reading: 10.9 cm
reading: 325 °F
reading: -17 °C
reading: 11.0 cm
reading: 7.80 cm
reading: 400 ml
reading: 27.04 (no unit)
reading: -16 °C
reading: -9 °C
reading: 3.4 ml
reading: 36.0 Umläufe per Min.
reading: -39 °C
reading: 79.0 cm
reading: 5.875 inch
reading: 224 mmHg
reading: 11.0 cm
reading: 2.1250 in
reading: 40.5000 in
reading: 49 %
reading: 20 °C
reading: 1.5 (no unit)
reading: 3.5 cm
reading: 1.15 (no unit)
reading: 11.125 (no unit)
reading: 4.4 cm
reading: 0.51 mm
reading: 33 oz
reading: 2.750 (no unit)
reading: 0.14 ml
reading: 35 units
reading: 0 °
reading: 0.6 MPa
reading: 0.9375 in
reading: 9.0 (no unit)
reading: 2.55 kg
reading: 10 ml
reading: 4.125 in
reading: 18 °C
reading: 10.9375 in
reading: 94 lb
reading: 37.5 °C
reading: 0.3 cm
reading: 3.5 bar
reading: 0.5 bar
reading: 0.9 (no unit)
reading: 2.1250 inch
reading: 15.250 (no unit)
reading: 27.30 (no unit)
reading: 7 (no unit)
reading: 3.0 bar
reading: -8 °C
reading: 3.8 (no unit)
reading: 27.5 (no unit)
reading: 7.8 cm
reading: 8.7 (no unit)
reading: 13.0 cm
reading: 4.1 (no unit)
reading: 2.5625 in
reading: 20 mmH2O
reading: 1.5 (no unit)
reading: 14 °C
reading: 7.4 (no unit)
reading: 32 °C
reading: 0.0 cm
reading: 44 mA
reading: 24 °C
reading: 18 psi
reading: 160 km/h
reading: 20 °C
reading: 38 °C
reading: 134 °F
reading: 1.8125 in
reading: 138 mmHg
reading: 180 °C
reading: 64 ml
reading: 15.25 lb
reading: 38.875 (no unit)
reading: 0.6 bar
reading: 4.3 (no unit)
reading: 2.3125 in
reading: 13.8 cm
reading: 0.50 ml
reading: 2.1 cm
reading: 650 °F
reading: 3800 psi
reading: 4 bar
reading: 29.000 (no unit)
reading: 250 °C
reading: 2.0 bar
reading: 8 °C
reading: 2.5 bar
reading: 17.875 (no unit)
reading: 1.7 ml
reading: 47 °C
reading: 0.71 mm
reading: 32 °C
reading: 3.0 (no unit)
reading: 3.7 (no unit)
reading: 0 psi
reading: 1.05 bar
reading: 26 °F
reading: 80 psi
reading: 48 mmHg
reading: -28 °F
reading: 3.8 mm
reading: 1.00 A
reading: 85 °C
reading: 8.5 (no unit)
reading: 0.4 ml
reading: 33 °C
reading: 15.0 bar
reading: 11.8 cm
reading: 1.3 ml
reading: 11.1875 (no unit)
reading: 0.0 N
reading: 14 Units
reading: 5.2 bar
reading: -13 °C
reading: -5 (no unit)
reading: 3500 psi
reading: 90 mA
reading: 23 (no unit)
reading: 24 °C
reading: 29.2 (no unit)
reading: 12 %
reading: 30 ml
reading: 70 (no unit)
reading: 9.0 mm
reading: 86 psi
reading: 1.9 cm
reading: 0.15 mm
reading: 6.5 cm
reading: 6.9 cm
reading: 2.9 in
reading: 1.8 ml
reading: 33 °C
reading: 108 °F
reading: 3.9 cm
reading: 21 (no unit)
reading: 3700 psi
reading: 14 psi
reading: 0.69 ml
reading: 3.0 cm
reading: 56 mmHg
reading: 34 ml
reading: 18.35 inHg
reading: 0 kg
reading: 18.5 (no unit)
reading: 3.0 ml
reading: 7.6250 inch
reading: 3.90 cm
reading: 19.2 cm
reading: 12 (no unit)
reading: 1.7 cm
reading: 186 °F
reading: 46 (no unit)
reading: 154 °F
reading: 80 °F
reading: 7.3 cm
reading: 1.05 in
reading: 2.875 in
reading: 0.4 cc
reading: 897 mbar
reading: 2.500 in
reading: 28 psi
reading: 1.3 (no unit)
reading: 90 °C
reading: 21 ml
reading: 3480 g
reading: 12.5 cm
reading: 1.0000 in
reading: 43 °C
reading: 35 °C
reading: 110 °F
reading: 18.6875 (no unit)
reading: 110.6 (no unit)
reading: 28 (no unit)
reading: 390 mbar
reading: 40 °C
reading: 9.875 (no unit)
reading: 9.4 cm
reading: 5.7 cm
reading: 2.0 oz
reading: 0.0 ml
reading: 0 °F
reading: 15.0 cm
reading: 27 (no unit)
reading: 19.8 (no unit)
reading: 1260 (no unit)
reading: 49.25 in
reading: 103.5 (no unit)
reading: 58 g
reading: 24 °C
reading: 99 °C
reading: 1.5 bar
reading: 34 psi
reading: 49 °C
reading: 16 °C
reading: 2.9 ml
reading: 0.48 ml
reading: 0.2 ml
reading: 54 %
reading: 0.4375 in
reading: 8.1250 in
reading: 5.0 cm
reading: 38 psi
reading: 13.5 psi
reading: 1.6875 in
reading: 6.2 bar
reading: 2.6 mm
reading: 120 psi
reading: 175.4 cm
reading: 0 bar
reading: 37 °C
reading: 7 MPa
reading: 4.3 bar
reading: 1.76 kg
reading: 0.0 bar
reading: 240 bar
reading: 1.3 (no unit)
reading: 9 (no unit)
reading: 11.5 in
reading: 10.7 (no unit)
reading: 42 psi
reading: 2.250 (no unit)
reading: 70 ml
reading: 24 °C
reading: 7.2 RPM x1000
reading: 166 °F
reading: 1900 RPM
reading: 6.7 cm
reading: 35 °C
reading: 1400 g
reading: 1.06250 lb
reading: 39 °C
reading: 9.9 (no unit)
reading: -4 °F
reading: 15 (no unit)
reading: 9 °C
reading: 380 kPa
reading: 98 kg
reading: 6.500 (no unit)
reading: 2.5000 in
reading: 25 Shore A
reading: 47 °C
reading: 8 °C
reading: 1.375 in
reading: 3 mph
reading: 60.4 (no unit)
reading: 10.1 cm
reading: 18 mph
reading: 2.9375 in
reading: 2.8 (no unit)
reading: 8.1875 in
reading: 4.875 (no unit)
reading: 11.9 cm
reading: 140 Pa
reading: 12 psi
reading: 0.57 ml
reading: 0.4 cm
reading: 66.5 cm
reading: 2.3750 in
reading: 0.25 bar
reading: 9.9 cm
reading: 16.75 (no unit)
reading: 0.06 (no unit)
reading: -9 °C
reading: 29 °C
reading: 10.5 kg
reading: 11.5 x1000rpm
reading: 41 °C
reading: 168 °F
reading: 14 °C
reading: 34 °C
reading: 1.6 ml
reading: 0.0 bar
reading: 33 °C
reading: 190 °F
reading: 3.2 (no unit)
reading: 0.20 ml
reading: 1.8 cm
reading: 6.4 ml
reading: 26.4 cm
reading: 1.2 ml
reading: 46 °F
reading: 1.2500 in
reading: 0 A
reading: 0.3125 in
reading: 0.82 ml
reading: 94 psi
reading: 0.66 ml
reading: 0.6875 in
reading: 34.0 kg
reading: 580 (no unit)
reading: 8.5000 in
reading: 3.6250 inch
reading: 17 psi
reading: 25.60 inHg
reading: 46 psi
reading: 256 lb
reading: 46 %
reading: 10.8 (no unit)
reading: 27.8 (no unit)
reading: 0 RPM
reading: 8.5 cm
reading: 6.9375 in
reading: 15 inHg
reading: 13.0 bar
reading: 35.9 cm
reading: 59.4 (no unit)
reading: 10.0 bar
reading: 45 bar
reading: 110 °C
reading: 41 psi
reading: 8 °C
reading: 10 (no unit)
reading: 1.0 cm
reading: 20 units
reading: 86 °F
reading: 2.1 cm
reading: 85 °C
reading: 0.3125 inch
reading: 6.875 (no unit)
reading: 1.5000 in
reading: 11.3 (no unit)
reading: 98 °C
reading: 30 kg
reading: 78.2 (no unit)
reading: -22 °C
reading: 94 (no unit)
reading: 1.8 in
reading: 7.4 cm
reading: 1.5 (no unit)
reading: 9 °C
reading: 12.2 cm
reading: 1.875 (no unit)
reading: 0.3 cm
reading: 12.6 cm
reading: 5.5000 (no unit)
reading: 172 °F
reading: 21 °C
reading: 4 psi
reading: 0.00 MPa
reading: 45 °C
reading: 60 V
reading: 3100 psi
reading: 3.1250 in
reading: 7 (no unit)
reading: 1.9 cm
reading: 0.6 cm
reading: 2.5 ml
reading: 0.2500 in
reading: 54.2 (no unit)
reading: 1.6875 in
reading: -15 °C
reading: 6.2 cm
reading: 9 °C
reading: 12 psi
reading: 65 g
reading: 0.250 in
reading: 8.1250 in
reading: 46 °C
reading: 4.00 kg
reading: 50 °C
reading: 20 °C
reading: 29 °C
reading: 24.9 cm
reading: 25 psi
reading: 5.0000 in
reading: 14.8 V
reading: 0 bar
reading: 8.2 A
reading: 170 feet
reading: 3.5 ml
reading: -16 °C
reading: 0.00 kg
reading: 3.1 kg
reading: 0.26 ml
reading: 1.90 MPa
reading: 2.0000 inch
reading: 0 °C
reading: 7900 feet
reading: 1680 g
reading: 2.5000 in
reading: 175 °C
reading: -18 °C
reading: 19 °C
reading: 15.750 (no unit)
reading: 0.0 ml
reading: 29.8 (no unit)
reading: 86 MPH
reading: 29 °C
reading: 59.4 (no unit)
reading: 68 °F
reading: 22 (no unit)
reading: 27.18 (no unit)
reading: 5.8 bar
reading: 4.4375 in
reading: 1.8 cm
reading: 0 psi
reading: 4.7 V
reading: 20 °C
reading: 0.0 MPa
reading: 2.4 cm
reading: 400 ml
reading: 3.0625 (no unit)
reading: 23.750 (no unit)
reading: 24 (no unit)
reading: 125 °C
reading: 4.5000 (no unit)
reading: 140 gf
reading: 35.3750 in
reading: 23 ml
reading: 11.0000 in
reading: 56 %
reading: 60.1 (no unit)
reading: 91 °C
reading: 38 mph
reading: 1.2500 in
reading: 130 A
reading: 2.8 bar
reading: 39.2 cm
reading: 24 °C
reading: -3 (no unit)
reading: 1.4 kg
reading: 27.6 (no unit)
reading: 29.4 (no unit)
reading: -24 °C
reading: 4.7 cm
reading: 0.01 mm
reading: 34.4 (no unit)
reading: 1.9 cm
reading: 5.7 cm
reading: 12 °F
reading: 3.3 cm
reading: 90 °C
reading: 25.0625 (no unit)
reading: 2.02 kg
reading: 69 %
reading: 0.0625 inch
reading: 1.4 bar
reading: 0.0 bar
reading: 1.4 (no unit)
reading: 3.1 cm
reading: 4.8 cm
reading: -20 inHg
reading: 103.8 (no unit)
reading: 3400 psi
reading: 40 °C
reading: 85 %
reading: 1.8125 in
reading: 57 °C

**Activity:** Taking the entries above, print exactly the lines starting at the line with "reading: 0.25 bar" and ending at the line with "reading: 0.66 ml", both included.

**Output:**
reading: 0.25 bar
reading: 9.9 cm
reading: 16.75 (no unit)
reading: 0.06 (no unit)
reading: -9 °C
reading: 29 °C
reading: 10.5 kg
reading: 11.5 x1000rpm
reading: 41 °C
reading: 168 °F
reading: 14 °C
reading: 34 °C
reading: 1.6 ml
reading: 0.0 bar
reading: 33 °C
reading: 190 °F
reading: 3.2 (no unit)
reading: 0.20 ml
reading: 1.8 cm
reading: 6.4 ml
reading: 26.4 cm
reading: 1.2 ml
reading: 46 °F
reading: 1.2500 in
reading: 0 A
reading: 0.3125 in
reading: 0.82 ml
reading: 94 psi
reading: 0.66 ml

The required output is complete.